My sense, informed by Charrière’s recent interest in Timothy Morton’s recast panpsychism—articulated in the latter’s essay, “Spectres of the Non-human,” included in the artist’s 2015 catalogue, For They That Sow the Wind—is that romantic enchantment has won over the kind of ecological awareness expressed in “Glacial Topography.” According to Morton, the ecological has little to do with “spending time in a pristine nature […] but [is instead about] appreciating the weed working its way through a crack in the concrete, and then appreciating the concrete.” This is a byproduct of the panpsychist philosophical foundations of Morton’s stripe of ecologism, according to which all objects—organic and inorganic, alike—are imbued with a numinous sense of consciousness. This “flat ontology” does not leave space for the hierarchy of verifiably conscious beings—neither human nor animal—and their ways of life, striking an equivalence between rockets and rodents, oil rigs and trees, skyscrapers and mountains. By extension, Charrière shirks the logical conclusion of their ontological paradigm. Nature inevitably becomes too broad and open a concept to meaningfully endorse conservation—for through wreckage and destruction, fundamental nature is preserved.
In our contemporary epoch, colored by the arrival of ecological disaster, such panpsychist speculation contains implications that go well beyond more established expressions of nature. Charrière admits as much, noting that “I am not directly interested in the question of human survival, but rather more in the traces that humans leave behind, marking their presence.” This is an interesting posthuman pursuit, though he sidesteps the related issue that any intentional ‘marking’ of ‘presence’ or leaving behind a ‘trace’ is a form of survival.

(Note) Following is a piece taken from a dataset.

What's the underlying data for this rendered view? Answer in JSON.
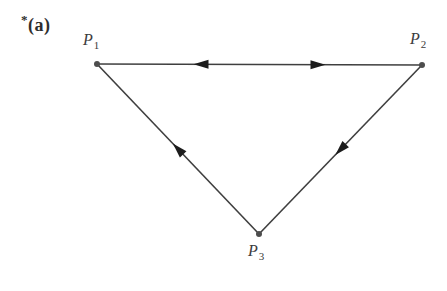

Whether it be the documentation of winding rockets bursting like volcanic spittle over oil fields or congealed obsidian boulders, Charrière’s work is intention-laden, betraying an impulse to ‘survive.’ If these are archival images and objects meant not to outlast but chronicle the human animal, they will nevertheless remain images whose form was burnished by mankind’s reasoning. Charrière is an ambitious artist who fruitfully engages posthuman concepts, but his cold mechanical subjects and natural objects remain as human as his youthful conservationism.
Ekin Erkan is a writer, curator, and researcher whose writing has appeared in the Journal of Value Inquiry, the International Journal of Philosophical Studies, and Hyperallergic, among others.